In 1854 there was a horrible epidemic of cholera hit central London, ultimately killing over six hundred people.  Because the most obvious unsanitary thing about the place was the smell, the leading thinkers of the time thought that cholera came from bad air -- the "miasmal model" of contagion.  But a doctor named John Snow thought it was water-borne, and through his tireless work, he was able to trace the entire epidemic to one hand-pumped well.  Finally, after weeks and months of argument, the city planners agreed to remove the handle of the well, and the epidemic ended only a few days afterward.

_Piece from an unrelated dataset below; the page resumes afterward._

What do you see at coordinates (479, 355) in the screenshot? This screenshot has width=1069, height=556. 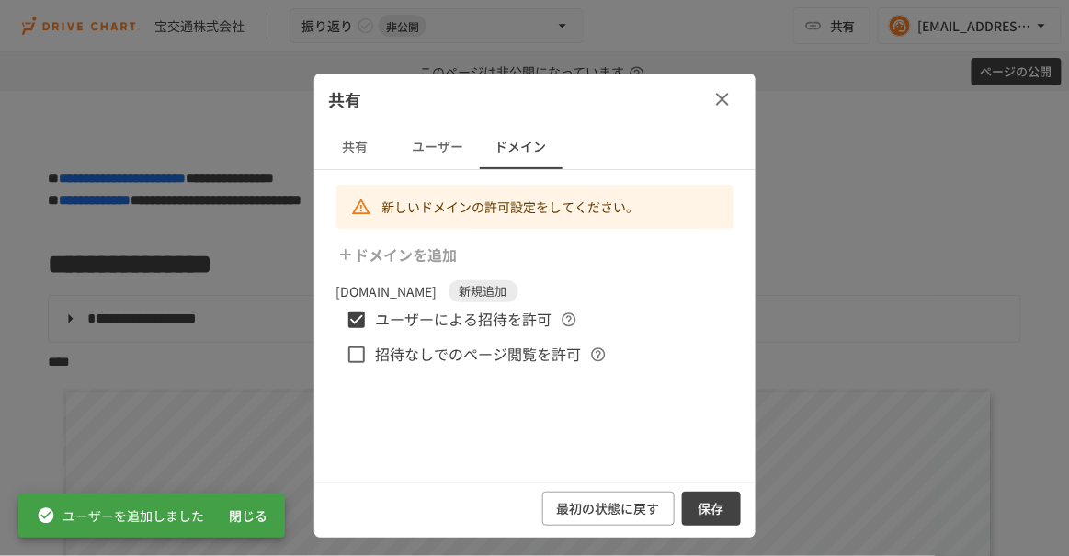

The work of John Snow led to a complete change in attitude toward sanitation, sewers, and safe drinking water, and in only a few years completely changed the face of the city of London.  Snow, and the epidemic he halted, are the subject of the fantastic book The Ghost Map: The Story of London's Most Terrifying Epidemic -- and How It Changed Cities, Science, and the Modern World, by science historian Steven Johnson.  The detective work Snow undertook, and his tireless efforts to save the London poor from a horrible disease, make for fascinating reading, and shine a vivid light on what cities were like back when life for all but the wealthy was "solitary, poor, nasty, brutish, and short" (to swipe Edmund Burke's trenchant turn of phrase).

[Note: if you purchase this book using the image/link below, part of the proceeds goes to support Skeptophilia!]